Mortgage expert Karl Deeter has raised €1 million in funding for his online mortgage and insurance solution fintech through several Irish entrepreneurs and Enterprise Ireland.
The company, onlineapplication.ie, allows customers to upload their bank statements within seconds and avoid the traditional paper chase that goes with a mortgage application.
It also enables lenders access real-time financial data so they can verify the applicant’s identity, account number, income sources and account balance – potentially shaving weeks off applications.
The funding round was led by Patrick Joy, a former EY entrepreneur of the year, and Harry Largey, whose joint venture vehicle Commodore Investments backed and sold previous companies to Stripe, EVO payments and IBM.
“Systems that give customers mobile access to complex financial products are proving to be the best solution, due to how people have been interacting with financial companies and this was compounded by social distancing requirements and the lockdown,” said Mr Deeter, “Every month of the pandemic has advanced fintech by about two years in terms of how people are willing to adapt to new ideas.”
€400 million
The company is already being used by the State’s largest brokerages and is managing several thousand applications equating to more than €400 million in lending at various stages, according to Mr Deeter.

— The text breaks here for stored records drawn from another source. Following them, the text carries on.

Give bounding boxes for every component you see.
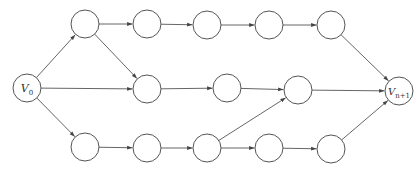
node-circle (255, 11, 283, 39)
node-b4 (255, 134, 283, 162)
node-m3 (284, 76, 312, 104)
node-b2 (133, 134, 161, 162)
node-circle (213, 74, 241, 102)
node-circle (133, 134, 161, 162)
edge-t1-m1 (95, 34, 137, 78)
node-vn1: Vn+1 (385, 77, 413, 105)
node-circle (284, 76, 312, 104)
edge-t2-t3 (161, 24, 193, 25)
edge-t5-vn1 (341, 35, 389, 81)
edge-b4-b5 (283, 148, 317, 149)
edge-b3-m3 (219, 98, 286, 141)
edge-m2-m3 (241, 88, 284, 89)
node-circle (71, 133, 99, 161)
node-t1 (71, 10, 99, 38)
node-b3 (193, 134, 221, 162)
node-circle (317, 11, 345, 39)
edge-b1-b2 (99, 147, 133, 148)
edge-v0-m1 (41, 88, 133, 89)
node-t2 (133, 10, 161, 38)
node-t5 (317, 11, 345, 39)
node-t4 (255, 11, 283, 39)
edge-m3-vn1 (312, 90, 385, 91)
node-circle (255, 134, 283, 162)
graph-diagram: V0Vn+1 (0, 0, 418, 174)
edges-layer (36, 24, 388, 149)
graph-svg: V0Vn+1 (0, 0, 418, 174)
node-m1 (133, 75, 161, 103)
edge-b5-vn1 (342, 100, 388, 140)
node-b1 (71, 133, 99, 161)
node-m2 (213, 74, 241, 102)
node-circle (71, 10, 99, 38)
node-circle (193, 11, 221, 39)
edge-v0-b1 (37, 98, 75, 137)
edge-v0-t1 (36, 35, 75, 78)
nodes-layer: V0Vn+1 (13, 10, 413, 163)
node-circle (317, 135, 345, 163)
node-circle (133, 75, 161, 103)
node-t3 (193, 11, 221, 39)
node-circle (133, 10, 161, 38)
node-b5 (317, 135, 345, 163)
node-circle (193, 134, 221, 162)
node-v0: V0 (13, 74, 41, 102)
edge-m1-m2 (161, 88, 213, 89)
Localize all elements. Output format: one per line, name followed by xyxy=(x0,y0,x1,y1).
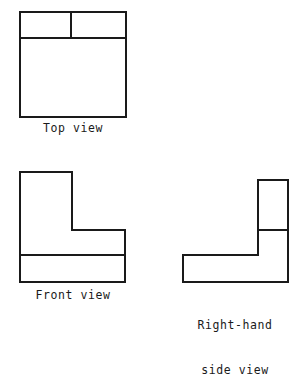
right-hand-side-view-label-line-1: Right-hand xyxy=(176,318,294,333)
right-hand-side-view-geometry xyxy=(183,180,288,282)
right-hand-side-view-label-line-2: side view xyxy=(176,363,294,378)
front-view-label: Front view xyxy=(18,288,128,303)
right-hand-side-view-label: Right-hand side view xyxy=(176,288,294,378)
front-view-outline xyxy=(20,172,125,282)
top-view-geometry xyxy=(20,12,126,117)
top-view-outline xyxy=(20,12,126,117)
top-view-label: Top view xyxy=(20,121,126,136)
front-view-geometry xyxy=(20,172,125,282)
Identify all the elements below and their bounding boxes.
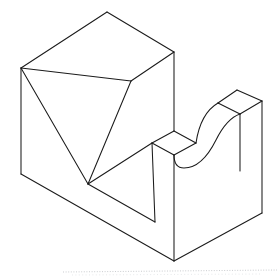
edge-rib-right-top (174, 131, 196, 143)
edge-saddle-curve-outer (196, 103, 218, 143)
drawing-canvas: Isometric pictorial of a V-block with cu… (0, 0, 277, 279)
isometric-part-drawing (0, 0, 277, 279)
face-base-front-left (21, 68, 174, 261)
scan-line-primary (63, 270, 277, 272)
solid-faces (21, 12, 262, 261)
scan-artifact-lines (63, 270, 277, 275)
scan-line-secondary (72, 274, 262, 275)
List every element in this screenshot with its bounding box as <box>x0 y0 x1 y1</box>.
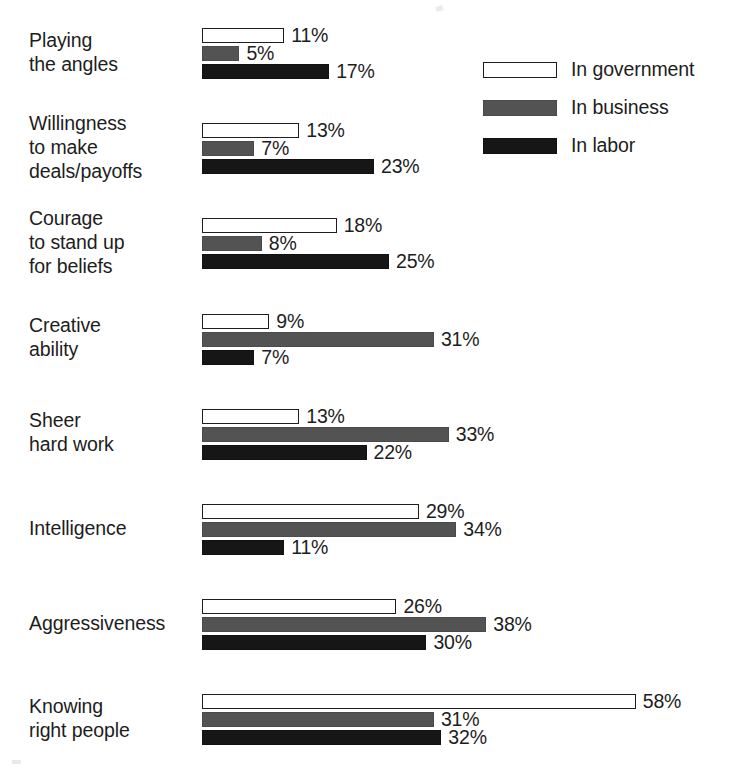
bar-lab <box>202 540 284 555</box>
bar-value-label: 34% <box>463 519 501 540</box>
bar-value-label: 30% <box>433 632 471 653</box>
bar-gov <box>202 123 299 138</box>
bar-gov <box>202 409 299 424</box>
legend-label-gov: In government <box>571 58 694 80</box>
bar-value-label: 8% <box>269 233 297 254</box>
bar-value-label: 31% <box>441 329 479 350</box>
bar-value-label: 11% <box>291 25 328 46</box>
bar-value-label: 23% <box>381 156 419 177</box>
bar-bus <box>202 427 449 442</box>
bar-gov <box>202 28 284 43</box>
bar-gov <box>202 694 636 709</box>
bar-value-label: 22% <box>374 442 412 463</box>
bar-group-label: Intelligence <box>29 516 197 540</box>
bar-group-label: Aggressiveness <box>29 611 197 635</box>
legend-label-lab: In labor <box>571 134 635 156</box>
bar-bus <box>202 236 262 251</box>
bar-lab <box>202 635 426 650</box>
bar-value-label: 9% <box>276 311 304 332</box>
bar-group-label: Courage to stand up for beliefs <box>29 206 197 278</box>
bar-lab <box>202 445 367 460</box>
bar-bus <box>202 141 254 156</box>
bar-bus <box>202 617 486 632</box>
bar-group-label: Creative ability <box>29 313 197 361</box>
legend-swatch-lab <box>483 138 557 154</box>
bar-group-label: Playing the angles <box>29 28 197 76</box>
bar-lab <box>202 159 374 174</box>
paper-speckle <box>435 5 443 12</box>
legend-label-bus: In business <box>571 96 669 118</box>
bar-lab <box>202 730 441 745</box>
bar-value-label: 25% <box>396 251 434 272</box>
bar-bus <box>202 46 239 61</box>
paper-speckle <box>12 760 21 764</box>
bar-gov <box>202 314 269 329</box>
bar-value-label: 5% <box>246 43 274 64</box>
bar-bus <box>202 332 434 347</box>
bar-bus <box>202 522 456 537</box>
bar-value-label: 32% <box>448 727 486 748</box>
bar-value-label: 58% <box>643 691 681 712</box>
bar-gov <box>202 218 337 233</box>
bar-value-label: 26% <box>403 596 441 617</box>
legend-swatch-bus <box>483 100 557 116</box>
bar-value-label: 29% <box>426 501 464 522</box>
horizontal-bar-chart: Playing the angles11%5%17%Willingness to… <box>0 0 740 784</box>
bar-group-label: Willingness to make deals/payoffs <box>29 111 197 183</box>
bar-group-label: Knowing right people <box>29 694 197 742</box>
bar-lab <box>202 350 254 365</box>
bar-value-label: 13% <box>306 406 344 427</box>
bar-gov <box>202 504 419 519</box>
bar-value-label: 18% <box>344 215 382 236</box>
bar-value-label: 7% <box>261 347 289 368</box>
bar-value-label: 13% <box>306 120 344 141</box>
bar-value-label: 33% <box>456 424 494 445</box>
bar-value-label: 17% <box>336 61 374 82</box>
legend-swatch-gov <box>483 62 557 78</box>
bar-value-label: 7% <box>261 138 289 159</box>
bar-lab <box>202 254 389 269</box>
bar-value-label: 38% <box>493 614 531 635</box>
bar-gov <box>202 599 396 614</box>
bar-lab <box>202 64 329 79</box>
bar-value-label: 11% <box>291 537 328 558</box>
bar-bus <box>202 712 434 727</box>
bar-group-label: Sheer hard work <box>29 408 197 456</box>
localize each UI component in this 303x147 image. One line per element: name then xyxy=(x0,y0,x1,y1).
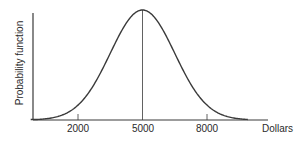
x-axis-label: Dollars xyxy=(262,123,293,134)
x-tick-label-2000: 2000 xyxy=(67,123,90,134)
probability-chart: 2000 5000 8000 Dollars Probability funct… xyxy=(0,0,303,147)
x-tick-label-8000: 8000 xyxy=(196,123,219,134)
bell-curve xyxy=(31,10,248,120)
y-axis-label: Probability function xyxy=(14,21,25,106)
x-tick-label-5000: 5000 xyxy=(132,123,155,134)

Mr Deeter predicts that mortgages originated through brokers will account for half of all such lending by the end of next year, a level not seen since before the property market implosion in 2008.
Home loans activity carried out through intermediaries hit a low point of about 20 per cent following the crash as overseas lenders retrenched from the market and mainstream banks focused on lending directly to customers.
Brokers account for about 40 per cent of current lending, with figure set to rise further in the coming months as Avantcard, part of Spanish banking group Bankinter, enters the mortgage market.
Onlineapplication.ie also solves issues around anti-money laundering, financial compliance, data protection and automated processing, and deals with many legal requirements that banks must address, according to Mr Deeter. The fintech’s ability to streamline the traditionally cumbersome mortgage application process could also encourage more switching of mortgage providers by customers to find savings.